House and Senate Must Now Reconcile Reform Bills

February 21, 2006 (PLANSPONSOR.com) - After passing major pension reform bills last year, the US House of Representatives and the US Senate now face the task of reconciling the two bills to present legislation to President Bush for approval.

The Wall Street Journal points out that Representative John Boehner (R-Ohio), as former chairman of the Committee on Education and the Workforce, was instrumental in putting together the House bill geared toward helping the business community and Wall Street. Senator Charles Grassley (R-Iowa), who became interested in pension legislation after the bust up of Enron Corp. wiped out employee retirement savings, helped craft a more populist bill.   The two hold differing views on a handful of issues, the WSJ report says.

“There are enough controversial pieces to be worked out that this could be a drawn-out process,” David Certner, director of federal affairs at AARP, the retiree advocacy group, which generally supports the Senate version, says in the WSJ report.

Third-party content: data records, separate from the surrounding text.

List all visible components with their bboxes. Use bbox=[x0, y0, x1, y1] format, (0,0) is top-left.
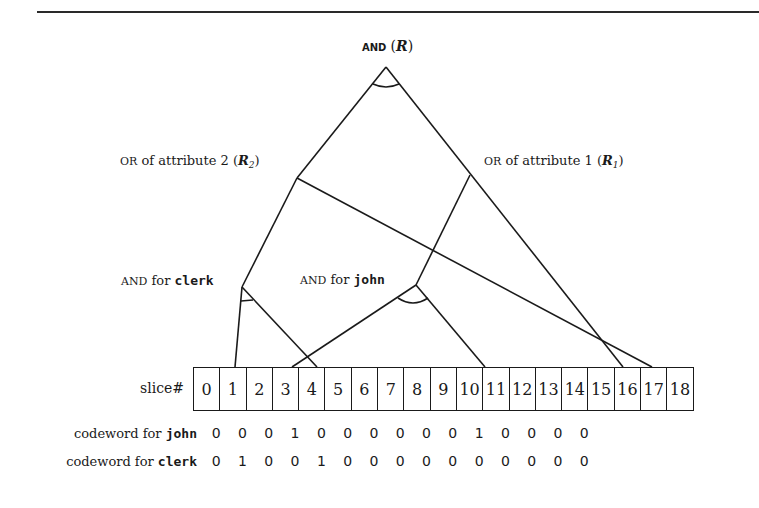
bit: 0 bbox=[203, 453, 229, 469]
slice-cell: 5 bbox=[325, 368, 351, 410]
slice-cell: 9 bbox=[431, 368, 457, 410]
slice-number-label: slice# bbox=[140, 380, 184, 396]
slice-cell: 8 bbox=[404, 368, 430, 410]
bit: 0 bbox=[387, 453, 413, 469]
bit: 0 bbox=[361, 453, 387, 469]
slice-cell: 17 bbox=[641, 368, 667, 410]
slice-cell: 3 bbox=[273, 368, 299, 410]
slice-cell: 1 bbox=[220, 368, 246, 410]
and-john-label: AND for john bbox=[300, 272, 385, 289]
bit: 0 bbox=[229, 425, 255, 441]
slice-cell: 13 bbox=[536, 368, 562, 410]
slice-cell: 12 bbox=[510, 368, 536, 410]
bit: 0 bbox=[492, 425, 518, 441]
slice-cell: 11 bbox=[483, 368, 509, 410]
slice-cell: 10 bbox=[457, 368, 483, 410]
codeword-bits: 0 0 0 1 0 0 0 0 0 0 1 0 0 0 0 bbox=[203, 425, 597, 441]
or-attribute-2-label: OR of attribute 2 (R2) bbox=[120, 153, 260, 173]
bit: 0 bbox=[413, 453, 439, 469]
codeword-label: codeword for john bbox=[45, 426, 203, 441]
bit: 0 bbox=[361, 425, 387, 441]
slice-cell: 4 bbox=[299, 368, 325, 410]
bit: 0 bbox=[387, 425, 413, 441]
slice-array: 0 1 2 3 4 5 6 7 8 9 10 11 12 13 14 15 16… bbox=[193, 367, 694, 411]
slice-cell: 0 bbox=[194, 368, 220, 410]
and-clerk-label: AND for clerk bbox=[121, 273, 214, 290]
bit: 0 bbox=[519, 453, 545, 469]
bit: 0 bbox=[334, 453, 360, 469]
bit: 0 bbox=[519, 425, 545, 441]
slice-cell: 18 bbox=[667, 368, 693, 410]
slice-cell: 14 bbox=[562, 368, 588, 410]
slice-cell: 15 bbox=[588, 368, 614, 410]
codeword-label: codeword for clerk bbox=[45, 454, 203, 469]
root-node-label: AND (R) bbox=[362, 38, 413, 56]
bit: 0 bbox=[571, 425, 597, 441]
bit: 0 bbox=[413, 425, 439, 441]
slice-cell: 6 bbox=[352, 368, 378, 410]
bit: 1 bbox=[308, 453, 334, 469]
bit: 0 bbox=[492, 453, 518, 469]
bit: 0 bbox=[571, 453, 597, 469]
codeword-row-john: codeword for john 0 0 0 1 0 0 0 0 0 0 1 … bbox=[45, 425, 597, 441]
bit: 0 bbox=[282, 453, 308, 469]
bit: 0 bbox=[440, 425, 466, 441]
bit: 0 bbox=[545, 453, 571, 469]
slice-cell: 16 bbox=[615, 368, 641, 410]
bit: 0 bbox=[256, 453, 282, 469]
bit: 0 bbox=[466, 453, 492, 469]
bit: 0 bbox=[203, 425, 229, 441]
bit: 0 bbox=[440, 453, 466, 469]
codeword-bits: 0 1 0 0 1 0 0 0 0 0 0 0 0 0 0 bbox=[203, 453, 597, 469]
slice-cell: 2 bbox=[247, 368, 273, 410]
slice-cell: 7 bbox=[378, 368, 404, 410]
bit: 1 bbox=[282, 425, 308, 441]
codeword-row-clerk: codeword for clerk 0 1 0 0 1 0 0 0 0 0 0… bbox=[45, 453, 597, 469]
bit: 1 bbox=[229, 453, 255, 469]
bit: 0 bbox=[334, 425, 360, 441]
bit: 0 bbox=[545, 425, 571, 441]
bit: 0 bbox=[256, 425, 282, 441]
bit: 0 bbox=[308, 425, 334, 441]
or-attribute-1-label: OR of attribute 1 (R1) bbox=[484, 153, 624, 173]
bit: 1 bbox=[466, 425, 492, 441]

The differing views, according to the news report, are:

  • Investment Advice: The House version of the bill would allow investment firms to offer advice to participants in 401(k) plans even if the firms’ mutual funds are among employees’ investment choices. Federal labor laws long have banned this on the theory that the investment firms would favor their own funds, even if a competitor offered a better choice.   Boehner has been Wall Street’s champion on the issue, arguing for years that the law should be changed because employees with 401(k) plans need professional advice to earn better returns. Grassley, meanwhile, has fought to keep the restrictions and the Senate’s measure would continue the ban on direct advice from fund firms. It would encourage companies to hire neutral third-party advisers to tell employees where they should put their money.
  • Hedge-Fund Investments: Financial-services firms could reap a windfall from a provision that would let many hedge-fund managers skirt fiduciary duties. Under current rules, if 25% or more of a hedge fund’s assets come from public or foreign pension plans, the entire investment pool must be managed according to strict pension-law fiduciary standards, such as considering pension clients’ interests first and investing prudently. The Securities Industry Association got Boehner’s House bill to include a proposal revising the rule so legal standards would not apply unless pension assets reached 50% of a hedge fund. The trade group argues that the current threshold is too low and restrictive and that the cost for relatively unregulated hedge funds to comply with pension-law standards is burdensome and expensive. Grassley has not supported the change because of his perception that the securities industry pushed the language into the House bill without exploring in hearings the potential for abuses.
  • Multiemployer Pension Plans: Another hot-button issue is language in the House bill that would give employers, through collective bargaining, broader discretion to cut non-basic retirement benefits, such as early-retirement benefits and life insurance. Multiemployer plans, which cover about 10 million employees, were set up so that workers who move from employer to employer within unionized industries could maintain retirement-benefit plans negotiated under a common union contract. United Parcel Service Inc., which participates in 22 multiemployer plans, has been looking to lower its pension costs. The delivery company – one of Boehner’s top contributors – pushed for the provision. The Senate bill does not address the issue, which Grassley expects conferees to battle over. Under current law, a pension plan can’t change the rules to eliminate pension benefits already earned by workers. Modifying a core protection in the law would establish a dangerous precedent that could soon be extended to the majority of pensions, so-called single-employer plans, says Karen Friedman, policy director at the Pension Rights Center, a worker-advocacy group.
  • Company Credit Ratings: A big issue for auto companies involves a provision – only in the Senate bill – that would require employers with credit ratings that are below investment grade to adopt certain actuarial assumptions that would have the effect of making them kick in additional contributions. Boehner said he believes “the actual financial status of the pension plan, and not the company’s credit rating, is the most important factor in determining how to ensure the plan gets back on track.”
  • Airlines: The Senate bill would give major commercial airlines 20 years to fully fund their pension plans. The House bill has no airline provision. Boehner has said he opposed relief for any specific industry but has told the airlines that he now is open to compromise.

Other provisions regarding defined contribution plans that differ in the House bill from the Senate bill were pointed out by the Profit Sharing/401(k) Council of America soon after the House bill was passed (See  PSCA Pushes for DC Provisions in House Pension Reform).

According to the WSJ, even naming the conference committee has been contentious. The Senate is fighting internally over the size of its contingent, with Democrats seeking an extra slot.   Also, Senate and House members are being barraged by lobbyists pushing their positions. “It’s a veritable chorus line of interests lobbying prior to conference,” a Senate staff member said in the news report.

The Pension Security and Transparency Act, (S 1783), was passed by the Senate in November (See  Senate OKs Compromise Version of Pension Reform Measure).

The Pension Protection Act, HR 2830, was passed by the House in December (See  Pension Protection Act Approved by the House).